Maina Kiai is chairman of the Kenya National Commission on Human Rights. He said it’s time for Kenya to re-evaluate its approach to fighting crime.

“In this country policing and crime are very much inter-related and often times we have found that there are either direct or indirect linkages between criminals and the police. They have tried this hard line approach , but for the last 20 years, we had an unofficial approach of shoot to kill which has not reduced crime. So what we are arguing or suggesting is that may be it’s time that we think the approach to crime,” he said.

Kiai said the rising crime rate should be treated as a national priority because he said even the police have been victims of the criminals. He said on the average about two police offers were killed a month in the last six months.

Kiai also said the police need to re-evaluate their strategy of dealing with suspected criminals.

“The police have been operating on this shoot to kill approach for the last 20 years. So they have been killing suspected criminals but also killing innocent people and getting away with it. One of the issues for us is that there is no process and no system of accountability in the police force. So whenever a shooting happened, we don’t know if the police are telling the truth; So we’re basically arguing may be if we start arresting these suspects and interrogating them, may be we’ll know what the root cause of the problem is. May be it’s within the police; may be it’s within the politics; may be it’s in something else,” Kiai said.

But director of police operations David Kimaiyo said there is nothing unusual about the current crime rate in the country.

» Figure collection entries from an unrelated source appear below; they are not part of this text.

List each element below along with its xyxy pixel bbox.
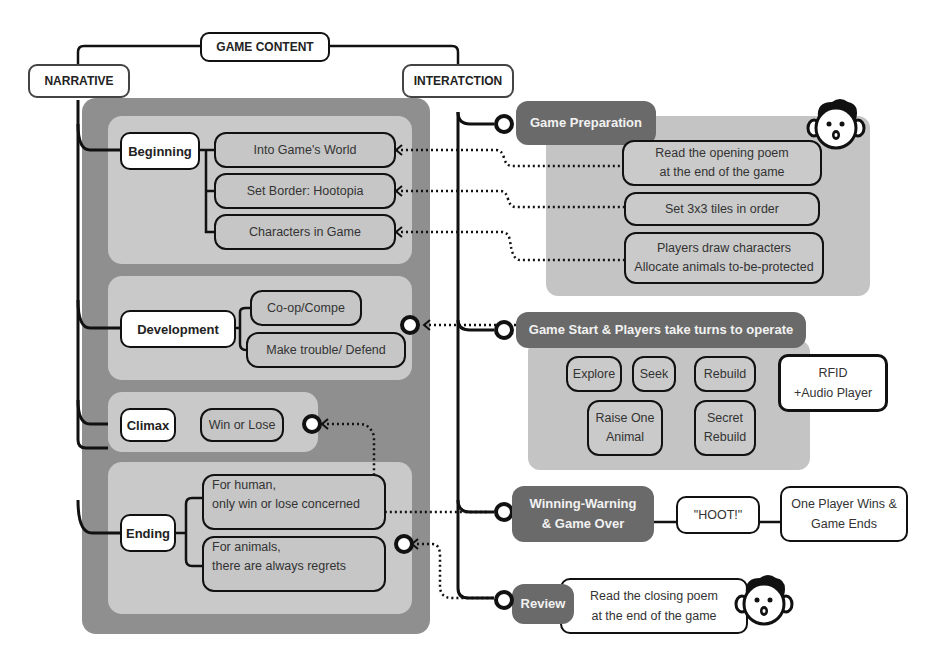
hoot-sound: "HOOT!" [676,496,760,534]
root-label: GAME CONTENT [216,40,313,54]
ending-item-2-line1: For animals, [212,538,281,557]
action-rebuild: Rebuild [694,356,756,392]
review-node [494,590,514,610]
preparation-item-1-line2: at the end of the game [659,163,784,182]
game-start-node [494,320,514,340]
ending-connector-node [394,534,414,554]
phase-winning-line1: Winning-Warning [530,494,637,514]
action-rebuild-label: Rebuild [704,365,746,384]
beginning-item-3: Characters in Game [214,214,396,250]
ending-item-2-line2: there are always regrets [212,557,346,576]
action-seek-label: Seek [640,365,669,384]
stage-climax: Climax [120,408,176,442]
beginning-item-1-label: Into Game's World [254,143,357,157]
owl-face-icon [806,96,866,154]
stage-climax-label: Climax [127,418,170,433]
phase-review-label: Review [521,594,566,614]
device-line2: +Audio Player [794,383,872,403]
stage-beginning: Beginning [120,132,200,170]
action-raise-line2: Animal [606,428,644,447]
phase-review: Review [512,584,574,624]
winning-node [494,502,514,522]
hoot-sound-label: "HOOT!" [694,505,742,525]
stage-development-label: Development [137,322,219,337]
stage-beginning-label: Beginning [128,144,192,159]
action-explore: Explore [566,356,622,392]
branch-interaction: INTERATCTION [402,64,514,98]
interaction-label: INTERATCTION [414,74,502,88]
preparation-node [494,114,514,134]
action-secret-line1: Secret [707,409,743,428]
development-connector-node [400,315,420,335]
action-explore-label: Explore [573,365,615,384]
winning-result: One Player Wins & Game Ends [780,486,908,542]
development-item-1-label: Co-op/Compe [267,301,345,315]
stage-ending-label: Ending [126,526,170,541]
preparation-item-1-line1: Read the opening poem [655,144,788,163]
ending-item-1-line1: For human, [212,476,276,495]
phase-game-start: Game Start & Players take turns to opera… [516,312,806,348]
development-item-2: Make trouble/ Defend [246,332,406,368]
preparation-item-2: Set 3x3 tiles in order [624,192,820,226]
preparation-item-3-line2: Allocate animals to-be-protected [634,258,813,277]
preparation-item-2-label: Set 3x3 tiles in order [665,200,779,219]
climax-item-1: Win or Lose [200,408,284,442]
beginning-item-2: Set Border: Hootopia [214,173,396,209]
action-raise-one-animal: Raise One Animal [587,400,663,456]
winning-result-line2: Game Ends [811,514,877,534]
phase-winning-line2: & Game Over [542,514,624,534]
stage-development: Development [120,310,236,348]
phase-game-start-label: Game Start & Players take turns to opera… [529,320,793,340]
device-rfid-audio-player: RFID +Audio Player [778,354,888,412]
review-line2: at the end of the game [591,606,716,626]
root-game-content: GAME CONTENT [200,32,330,62]
branch-narrative: NARRATIVE [28,64,130,98]
phase-preparation-label: Game Preparation [530,113,642,133]
owl-face-icon [734,572,794,630]
climax-connector-node [302,414,322,434]
winning-result-line1: One Player Wins & [791,494,897,514]
ending-item-1-line2: only win or lose concerned [212,495,360,514]
preparation-item-1: Read the opening poem at the end of the … [622,140,822,186]
phase-preparation: Game Preparation [516,101,656,145]
preparation-item-3-line1: Players draw characters [657,239,791,258]
action-raise-line1: Raise One [595,409,654,428]
beginning-item-3-label: Characters in Game [249,225,361,239]
narrative-label: NARRATIVE [44,74,113,88]
preparation-item-3: Players draw characters Allocate animals… [624,232,824,284]
climax-item-1-label: Win or Lose [209,418,276,432]
phase-winning: Winning-Warning & Game Over [512,486,654,542]
review-line1: Read the closing poem [590,586,718,606]
development-item-1: Co-op/Compe [250,290,362,326]
development-item-2-label: Make trouble/ Defend [266,343,386,357]
device-line1: RFID [818,363,847,383]
stage-ending: Ending [120,514,176,552]
ending-item-1: For human, only win or lose concerned [202,474,386,530]
action-secret-line2: Rebuild [704,428,746,447]
action-secret-rebuild: Secret Rebuild [694,400,756,456]
action-seek: Seek [632,356,676,392]
beginning-item-1: Into Game's World [214,132,396,168]
ending-item-2: For animals, there are always regrets [202,536,386,592]
review-description: Read the closing poem at the end of the … [560,578,748,634]
beginning-item-2-label: Set Border: Hootopia [247,184,364,198]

“We don’t have any serious problem as such. It is a normal issue that we are tackling just like any other country that is handling issues of crime. It could have happened to anybody. It’s only that it happened to a professor. So it’s not an issue of saying may be crime is rising or may be it was targeting individual persons,” he said.

Kimaiyo said Kenyan police have all the necessary policies in place to fight crime, including community policing.

“That is one of the areas that even his Excellency, the president is concerned with,” he said.

Kimaiyo said Kenyan police are on the hot pursuit for the killers of professor Bwayo.